And the status as well,
is it still getting feature updates?
Is it in bug fix level?
Is it security fixes?
Or is it YOLO?
I just can't be bothered out of.
Anyway, that's what this is.
What do you think?
I think that's pretty fun.
Yeah, also neat.
Yeah, and it uses the rocket emoji,
which will make a reappearance, right?
Yeah, I do like the rocket emoji.
Indeed.
So there's a little bit else you can do with it,
though it does not particularly interest me as a tool,
nonetheless.
You can also type Pyro guess and it will do
things like give you various trivia about the the release history of Python.
So for example it might ask when was Python 3.11 released or who is a release
manager for 3.6 and it gives you a multi-choice select and you can pick and
it'll tell if you're right or wrong. So if you like Python release history and
seeing the details you can do that. But I you if you're right or wrong. So if you like Python release history and
Seeing the details you can do that, but I think the pyro list and the pyro check is pretty cool
Yeah, I like it neat. Yeah, that's it. All right Well, um, I don't want to cover something that we've covered before kind of
Back to the back to the future back to we're gonna go back in time. This is episode
123 which when was that? That was like in May 26, 2019, we recorded it,
and it came out on the 29th.
Right, and we had no idea.
Things were different back then, 2019.
2019, different world.
But one of the things that started in that
was when we announced, well, we didn't announce it,
but we covered it on the show way back in 2019, the introduction to Fast API.
So we talked about it.
This new cool web framework called Fast API.
Well, Fast API has been growing and it's now the number one web framework, not
just across Python, but across everything.
So it's been an incredible thing to watch,
some great work out there.
Well today, Sebastian Ramirez,
the dude that created FastAPI in the first place,
he announced that he is forming FastAPI Labs,
a new company, and that they are,
the FastAPI Labs is a new company
and they're building FastAPI Cloud is a new company and they're building a FastAPI Cloud.
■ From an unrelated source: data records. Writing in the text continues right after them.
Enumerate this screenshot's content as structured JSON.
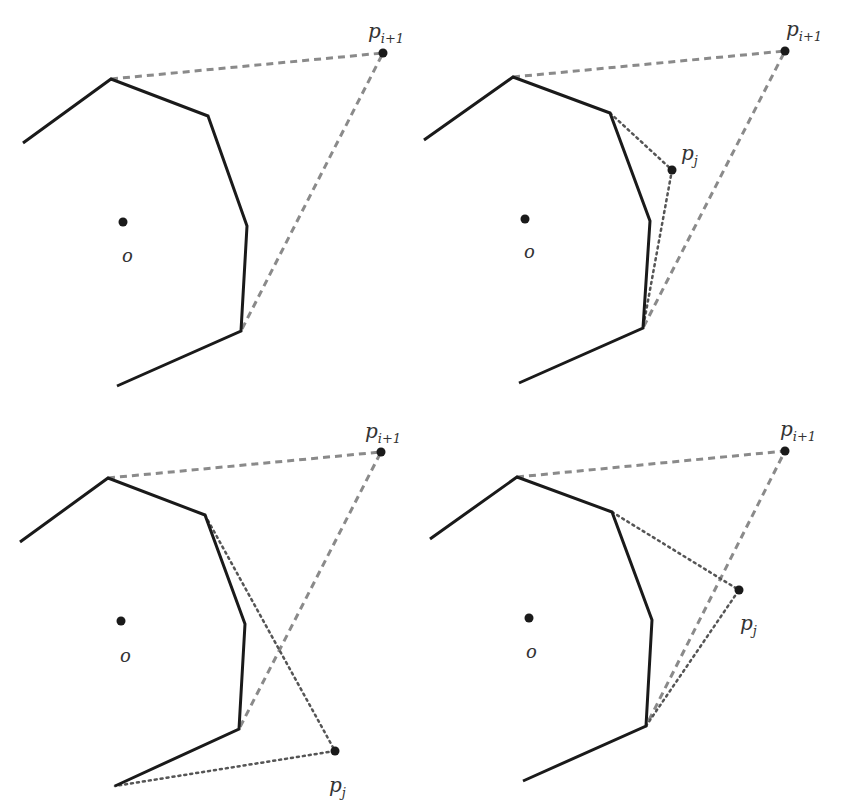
{
  "colors": {
    "hull": "#1a1a1a",
    "dashed": "#8a8a8a",
    "dotted": "#555555",
    "point": "#1a1a1a"
  },
  "panels": [
    {
      "name": "panel-top-left",
      "hull": [
        [
          23,
          143
        ],
        [
          111,
          79
        ],
        [
          208,
          116
        ],
        [
          247,
          226
        ],
        [
          241,
          331
        ],
        [
          117,
          386
        ]
      ],
      "center": [
        123,
        222
      ],
      "center_label": "o",
      "center_label_pos": [
        122,
        262
      ],
      "p_next": [
        383,
        53
      ],
      "p_next_label": "p",
      "p_next_sub": "i+1",
      "p_next_label_pos": [
        368,
        38
      ],
      "dashed": [
        [
          111,
          79
        ],
        [
          383,
          53
        ],
        [
          241,
          331
        ]
      ],
      "p_j": null,
      "dotted": []
    },
    {
      "name": "panel-top-right",
      "hull": [
        [
          424,
          140
        ],
        [
          513,
          77
        ],
        [
          610,
          113
        ],
        [
          650,
          221
        ],
        [
          643,
          328
        ],
        [
          519,
          383
        ]
      ],
      "center": [
        525,
        219
      ],
      "center_label": "o",
      "center_label_pos": [
        524,
        258
      ],
      "p_next": [
        785,
        51
      ],
      "p_next_label": "p",
      "p_next_sub": "i+1",
      "p_next_label_pos": [
        786,
        36
      ],
      "dashed": [
        [
          513,
          77
        ],
        [
          785,
          51
        ],
        [
          643,
          328
        ]
      ],
      "p_j": [
        672,
        170
      ],
      "p_j_label": "p",
      "p_j_sub": "j",
      "p_j_label_pos": [
        681,
        160
      ],
      "dotted": [
        [
          610,
          113
        ],
        [
          672,
          170
        ],
        [
          643,
          328
        ]
      ]
    },
    {
      "name": "panel-bottom-left",
      "hull": [
        [
          20,
          542
        ],
        [
          108,
          478
        ],
        [
          205,
          515
        ],
        [
          245,
          624
        ],
        [
          239,
          729
        ],
        [
          115,
          786
        ]
      ],
      "center": [
        121,
        621
      ],
      "center_label": "o",
      "center_label_pos": [
        120,
        662
      ],
      "p_next": [
        381,
        452
      ],
      "p_next_label": "p",
      "p_next_sub": "i+1",
      "p_next_label_pos": [
        365,
        438
      ],
      "dashed": [
        [
          108,
          478
        ],
        [
          381,
          452
        ],
        [
          239,
          729
        ]
      ],
      "p_j": [
        335,
        751
      ],
      "p_j_label": "p",
      "p_j_sub": "j",
      "p_j_label_pos": [
        329,
        792
      ],
      "dotted": [
        [
          205,
          515
        ],
        [
          335,
          751
        ],
        [
          115,
          786
        ]
      ]
    },
    {
      "name": "panel-bottom-right",
      "hull": [
        [
          430,
          539
        ],
        [
          517,
          477
        ],
        [
          612,
          512
        ],
        [
          652,
          620
        ],
        [
          646,
          726
        ],
        [
          523,
          781
        ]
      ],
      "center": [
        529,
        618
      ],
      "center_label": "o",
      "center_label_pos": [
        526,
        658
      ],
      "p_next": [
        785,
        451
      ],
      "p_next_label": "p",
      "p_next_sub": "i+1",
      "p_next_label_pos": [
        780,
        436
      ],
      "dashed": [
        [
          517,
          477
        ],
        [
          785,
          451
        ],
        [
          646,
          726
        ]
      ],
      "p_j": [
        739,
        590
      ],
      "p_j_label": "p",
      "p_j_sub": "j",
      "p_j_label_pos": [
        740,
        630
      ],
      "dotted": [
        [
          612,
          512
        ],
        [
          739,
          590
        ],
        [
          646,
          726
        ]
      ]
    }
  ]
}
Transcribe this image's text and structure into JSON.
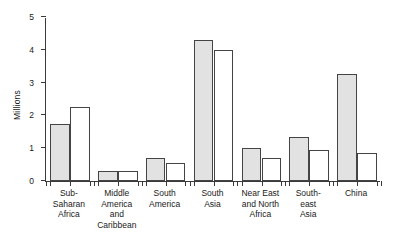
{
  "chart_data": {
    "type": "bar",
    "title": "",
    "xlabel": "",
    "ylabel": "Millions",
    "ylim": [
      0,
      5
    ],
    "yticks": [
      0,
      1,
      2,
      3,
      4,
      5
    ],
    "ytick_labels": [
      "0",
      "1",
      "2",
      "3",
      "4",
      "5"
    ],
    "grid": false,
    "legend": "none",
    "categories": [
      "Sub-\nSaharan\nAfrica",
      "Middle\nAmerica\nand\nCaribbean",
      "South\nAmerica",
      "South\nAsia",
      "Near East\nand North\nAfrica",
      "South-\neast\nAsia",
      "China"
    ],
    "series": [
      {
        "name": "shaded",
        "fill": "#e2e2e2",
        "values": [
          1.75,
          0.32,
          0.7,
          4.3,
          1.0,
          1.35,
          3.25
        ]
      },
      {
        "name": "open",
        "fill": "#ffffff",
        "values": [
          2.25,
          0.32,
          0.55,
          4.0,
          0.7,
          0.95,
          0.85
        ]
      }
    ],
    "colors": {
      "axis": "#3a3a3a",
      "bar_edge": "#444444",
      "bar_shaded": "#e2e2e2",
      "bar_open": "#ffffff",
      "background": "#ffffff",
      "text": "#1a1a1a"
    }
  }
}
So we're gonna take a look at what does this mean?
It kind of means that you just get to build your fast,
if you do this, the promise is you build a FastAPI
application and you can just deploy it with
FastAPI deploy, just a single line.
And then they'll host it on their,
like a sub domain of the fastapi cloud.dev.
So kind of interesting.
I'm intrigued.
So I've definitely joined the wait list.
There is an announcement blog post
by the same team behind FastAPI.
So this is kind of an incredible,
he's built FastAPI up and it's not just Sebastian now,
there's other people working on it.
It's built on top of Pydantic and a couple of cool things
that I can't remember.
But the team is, the blog post talks about the problems
of deploying to the cloud.
Now there is documentation on the FastAPI,
and we've often commented
that the FastAPI documentation is excellent.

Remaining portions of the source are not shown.